In today’s workplace, organization charts are flatter, reporting relationships are more temporary, and employees are much more willing today to advocate for what they want and need. Managers are finally seeing old-fashioned models of hierarchical authority become a thing of the past.
But the short-term, transactional nature of work today doesn’t mean managers must be at a disadvantage. In fact, leaning into transactional management can help you tap into more sources of leadership power.
These are six ways to make your management more transactional.
1. Understand, accept, and embrace management as a day-to-day negotiation.
This is the new reality of managing people. Accepting it means abandoning the top-down assumptions of hierarchical leadership and letting go of insult when direct reports resist your authority and make demands. It means constantly answering the questions that are always on every employee’s mind: “What’s the deal around here? What do you want from me? And what do I get from my hard work—today?”
Does that mean that everything is open to negotiation? Of course not. In fact, to become a transactional manager, the first thing you must do is decide what is non-negotiable. What are the basic performance standards for which employees should expect nothing more than to be treated fairly, paid for their work, and keep their jobs? Those are your deal-breakers. Whatever they are, be very clear about them. That becomes your starting point. Just remember that you’ll have to remind people of that basic “deal” on a regular basis.
2. Recognize that everything is up for negotiation.
Don’t be alarmed by the idea of negotiation. Many of your employees are probably negotiating with you already on a regular basis. It’s only a problem if you are not negotiating back.
This means you have to be prepared to negotiate and get really good at it, taking control of the dynamic and using the ongoing negotiation to drive performance. Let’s say you want an employee to be ambitious about achieving a particular set of goals by a particular deadline. How do you know what’s fair? What’s reasonable? You find out by negotiating. Let market forces decide. See what negotiation yields.
3. Tie financial rewards and detriments only to measurable instances of employee performance.
There are often opportunities to distinguish between an among employees on the basis of performance in ways that directly affect the compensation. Depending on the situation, this can mean any of several things, such as:
- Scoring high level performers higher and lower level performers lower on project evaluations and in semi annual and annual reviews.
- Working with limited bonus pools and allocating funds among team members according to performance, rather than evenly across the board.
- Having to go to bat to get additional discretion or additional funds so that you can, in fact, reward the performers who deserve to be rewarded.
For this strategy to succeed, you must:
- Give every individual a chance to set and meet ambitious goals and deadlines on a regular basis.
- Keep an accurate ongoing analysis of each individual’s performance.
- Document everything clearly and consistently in writing.
4. Also tie non-financial rewards to employee performance.
It is true that in most organizations, shared rewards and detriments are often allocated without regard to individual performance. And it is true that these do contribute to important business goals like employee wellness, corporate culture, overall morale, and feelings of belonging. But unless you want to run a club instead of a business, you should make as many rewards and detriments as you possibly can purely be contingent on measurable individual performance.
This means you often must be creative and use the discretion and discretionary resources at your disposal. Use your power over such things as:
- Resources and work conditions
- Assignment of tasks
- Training opportunities
- Scheduling
- Recognition
- Exposure to decision makers
- Work locations and work partners
5. Use each employee’s unique needs and wants to make custom deals.
Every employee has at least one needle and haystack—a unique need or want. Look for these needles in your individual performers and use them to make custom deals in exchange for exceptional performance.
Look for something the employee really needs or wants and would probably be willing to do more to get—such as work longer, harder, smarter, faster, or better. You can find a way to offer the individual that needle, and you are in a position to make a custom deal.
Now, of course you cannot do everything for everybody. What you need in order to meet certain wants and needs may simply be unavailable. At such times, you have to tell the direct report, “I just can’t do that. What you want isn’t possible. But maybe I can do this instead.” Although not ideal, this is better than saying, “There’s nothing I can do for you.”
6. Have the discipline and guts to enforce every deal you make.
You must be prepared to enforce every deal you make, whether it’s for increased financial rewards non-financial rewards, or needles in a haystack. No deals should be permanent. Every deal should be on the table all the time, contingent on the direct report making good on their commitments to you. When your direct reports deliver for you, you deliver for them. If they fail to meet expectations, you must call them on that failure and withhold the quid pro quo.
Don’t be afraid to reward some people more than others. That’s not unfair. Quite the opposite, it’s the only fair way to do business. Give every person the chance to succeed, the chance to meet the basic expectations and then exceed them, and the chance to be rewarded in direct proportion to his or her performance.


_Task statement_
Output the data verbatim, minus the images.

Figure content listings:

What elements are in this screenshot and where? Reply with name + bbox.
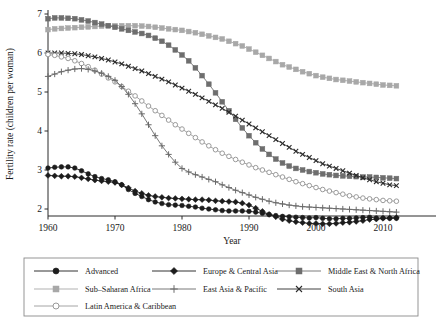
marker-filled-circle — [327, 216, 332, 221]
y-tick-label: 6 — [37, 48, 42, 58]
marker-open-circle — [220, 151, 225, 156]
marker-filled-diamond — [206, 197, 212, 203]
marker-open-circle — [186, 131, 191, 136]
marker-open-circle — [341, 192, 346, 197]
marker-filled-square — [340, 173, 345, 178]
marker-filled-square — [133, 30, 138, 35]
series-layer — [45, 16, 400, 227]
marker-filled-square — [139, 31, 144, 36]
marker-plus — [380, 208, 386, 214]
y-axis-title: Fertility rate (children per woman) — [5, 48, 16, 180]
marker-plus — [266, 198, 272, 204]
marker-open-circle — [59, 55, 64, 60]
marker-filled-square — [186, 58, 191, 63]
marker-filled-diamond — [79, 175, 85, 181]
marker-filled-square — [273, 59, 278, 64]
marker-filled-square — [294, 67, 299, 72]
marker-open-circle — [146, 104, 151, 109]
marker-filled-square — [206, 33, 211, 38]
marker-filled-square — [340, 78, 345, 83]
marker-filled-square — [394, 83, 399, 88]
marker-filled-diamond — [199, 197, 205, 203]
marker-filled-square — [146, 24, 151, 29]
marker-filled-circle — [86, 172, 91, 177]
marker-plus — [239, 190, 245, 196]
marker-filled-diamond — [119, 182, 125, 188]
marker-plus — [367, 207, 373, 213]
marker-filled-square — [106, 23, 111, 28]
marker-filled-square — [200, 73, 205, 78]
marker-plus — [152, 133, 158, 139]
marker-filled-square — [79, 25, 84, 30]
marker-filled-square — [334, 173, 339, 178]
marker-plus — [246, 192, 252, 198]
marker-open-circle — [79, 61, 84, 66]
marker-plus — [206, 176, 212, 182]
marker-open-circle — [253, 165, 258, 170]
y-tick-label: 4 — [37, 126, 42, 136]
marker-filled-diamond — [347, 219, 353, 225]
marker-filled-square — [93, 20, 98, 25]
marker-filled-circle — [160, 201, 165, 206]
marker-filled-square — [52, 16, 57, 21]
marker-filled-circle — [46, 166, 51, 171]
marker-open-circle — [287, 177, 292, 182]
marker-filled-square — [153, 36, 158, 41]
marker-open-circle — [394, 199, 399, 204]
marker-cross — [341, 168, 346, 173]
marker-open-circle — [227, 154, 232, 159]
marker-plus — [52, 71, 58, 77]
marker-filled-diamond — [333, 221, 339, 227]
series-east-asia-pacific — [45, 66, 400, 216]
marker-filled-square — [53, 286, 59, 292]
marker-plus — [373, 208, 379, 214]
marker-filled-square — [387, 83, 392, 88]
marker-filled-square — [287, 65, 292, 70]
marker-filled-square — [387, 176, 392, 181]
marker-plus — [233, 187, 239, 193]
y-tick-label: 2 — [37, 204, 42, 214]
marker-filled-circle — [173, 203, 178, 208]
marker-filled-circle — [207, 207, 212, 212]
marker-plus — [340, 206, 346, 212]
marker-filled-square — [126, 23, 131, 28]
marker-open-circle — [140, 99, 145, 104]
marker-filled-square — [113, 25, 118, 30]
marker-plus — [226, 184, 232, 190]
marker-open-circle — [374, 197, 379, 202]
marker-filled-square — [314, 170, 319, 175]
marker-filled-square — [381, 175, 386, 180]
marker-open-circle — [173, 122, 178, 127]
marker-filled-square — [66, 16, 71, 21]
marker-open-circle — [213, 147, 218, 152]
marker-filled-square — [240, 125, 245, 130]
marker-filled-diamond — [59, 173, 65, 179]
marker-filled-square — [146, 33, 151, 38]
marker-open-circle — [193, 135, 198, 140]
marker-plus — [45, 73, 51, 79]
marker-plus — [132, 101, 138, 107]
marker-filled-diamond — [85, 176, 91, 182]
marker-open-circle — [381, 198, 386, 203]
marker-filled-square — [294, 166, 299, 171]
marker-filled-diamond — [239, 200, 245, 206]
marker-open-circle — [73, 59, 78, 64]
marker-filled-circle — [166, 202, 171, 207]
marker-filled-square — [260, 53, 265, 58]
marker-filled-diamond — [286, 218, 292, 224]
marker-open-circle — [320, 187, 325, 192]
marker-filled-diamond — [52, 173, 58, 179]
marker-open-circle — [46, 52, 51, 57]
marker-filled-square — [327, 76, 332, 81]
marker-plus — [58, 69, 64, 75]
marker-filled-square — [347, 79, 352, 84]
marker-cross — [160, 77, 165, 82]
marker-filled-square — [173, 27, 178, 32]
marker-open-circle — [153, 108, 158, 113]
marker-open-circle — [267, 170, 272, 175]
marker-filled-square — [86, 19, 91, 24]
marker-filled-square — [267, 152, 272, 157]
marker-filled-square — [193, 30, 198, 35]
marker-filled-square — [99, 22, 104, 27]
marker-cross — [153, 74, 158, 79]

_Reply to the exercise_
What elements are in this screenshot and where? Reply with name + bbox.
marker-filled-circle — [327, 216, 332, 221]
y-tick-label: 6 — [37, 48, 42, 58]
marker-open-circle — [220, 151, 225, 156]
marker-filled-diamond — [206, 197, 212, 203]
marker-open-circle — [186, 131, 191, 136]
marker-open-circle — [341, 192, 346, 197]
marker-filled-square — [340, 173, 345, 178]
marker-filled-square — [133, 30, 138, 35]
series-layer — [45, 16, 400, 227]
marker-filled-square — [139, 31, 144, 36]
marker-plus — [380, 208, 386, 214]
y-axis-title: Fertility rate (children per woman) — [5, 48, 16, 180]
marker-plus — [266, 198, 272, 204]
marker-open-circle — [59, 55, 64, 60]
marker-filled-square — [186, 58, 191, 63]
marker-filled-diamond — [79, 175, 85, 181]
marker-filled-square — [273, 59, 278, 64]
marker-filled-square — [294, 67, 299, 72]
marker-open-circle — [146, 104, 151, 109]
marker-filled-square — [206, 33, 211, 38]
marker-filled-square — [340, 78, 345, 83]
marker-filled-square — [394, 83, 399, 88]
marker-filled-diamond — [199, 197, 205, 203]
marker-filled-square — [146, 24, 151, 29]
marker-filled-circle — [86, 172, 91, 177]
marker-plus — [239, 190, 245, 196]
marker-filled-diamond — [119, 182, 125, 188]
marker-plus — [367, 207, 373, 213]
marker-filled-square — [106, 23, 111, 28]
marker-filled-square — [200, 73, 205, 78]
marker-plus — [152, 133, 158, 139]
marker-filled-square — [79, 25, 84, 30]
marker-filled-square — [334, 173, 339, 178]
marker-plus — [246, 192, 252, 198]
marker-open-circle — [79, 61, 84, 66]
marker-plus — [206, 176, 212, 182]
marker-open-circle — [253, 165, 258, 170]
y-tick-label: 4 — [37, 126, 42, 136]
marker-filled-diamond — [347, 219, 353, 225]
marker-filled-square — [93, 20, 98, 25]
marker-filled-circle — [160, 201, 165, 206]
marker-filled-square — [52, 16, 57, 21]
marker-filled-circle — [46, 166, 51, 171]
marker-open-circle — [287, 177, 292, 182]
marker-filled-square — [153, 36, 158, 41]
marker-open-circle — [394, 199, 399, 204]
marker-cross — [341, 168, 346, 173]
marker-open-circle — [227, 154, 232, 159]
marker-plus — [52, 71, 58, 77]
marker-filled-diamond — [333, 221, 339, 227]
series-east-asia-pacific — [45, 66, 400, 216]
marker-filled-square — [53, 286, 59, 292]
marker-plus — [373, 208, 379, 214]
marker-filled-square — [387, 83, 392, 88]
marker-filled-square — [287, 65, 292, 70]
marker-filled-square — [387, 176, 392, 181]
marker-plus — [233, 187, 239, 193]
y-tick-label: 2 — [37, 204, 42, 214]
marker-filled-circle — [173, 203, 178, 208]
marker-filled-circle — [207, 207, 212, 212]
marker-plus — [340, 206, 346, 212]
marker-filled-square — [126, 23, 131, 28]
marker-open-circle — [140, 99, 145, 104]
marker-filled-square — [113, 25, 118, 30]
marker-plus — [226, 184, 232, 190]
marker-open-circle — [374, 197, 379, 202]
marker-filled-square — [314, 170, 319, 175]
marker-filled-square — [381, 175, 386, 180]
marker-open-circle — [173, 122, 178, 127]
marker-filled-square — [66, 16, 71, 21]
marker-open-circle — [213, 147, 218, 152]
marker-filled-square — [240, 125, 245, 130]
marker-filled-diamond — [59, 173, 65, 179]
marker-filled-square — [146, 33, 151, 38]
marker-open-circle — [193, 135, 198, 140]
marker-plus — [45, 73, 51, 79]
marker-plus — [132, 101, 138, 107]
marker-filled-diamond — [85, 176, 91, 182]
marker-open-circle — [381, 198, 386, 203]
marker-filled-square — [294, 166, 299, 171]
marker-filled-diamond — [239, 200, 245, 206]
marker-open-circle — [73, 59, 78, 64]
marker-filled-circle — [166, 202, 171, 207]
marker-filled-square — [260, 53, 265, 58]
marker-filled-diamond — [286, 218, 292, 224]
marker-open-circle — [320, 187, 325, 192]
marker-filled-diamond — [52, 173, 58, 179]
marker-open-circle — [46, 52, 51, 57]
marker-filled-square — [327, 76, 332, 81]
marker-plus — [58, 69, 64, 75]
marker-filled-square — [347, 79, 352, 84]
marker-cross — [160, 77, 165, 82]
marker-filled-square — [173, 27, 178, 32]
marker-open-circle — [153, 108, 158, 113]
marker-open-circle — [267, 170, 272, 175]
marker-filled-square — [86, 19, 91, 24]
marker-filled-square — [267, 152, 272, 157]
marker-filled-square — [193, 30, 198, 35]
marker-filled-square — [99, 22, 104, 27]
marker-cross — [153, 74, 158, 79]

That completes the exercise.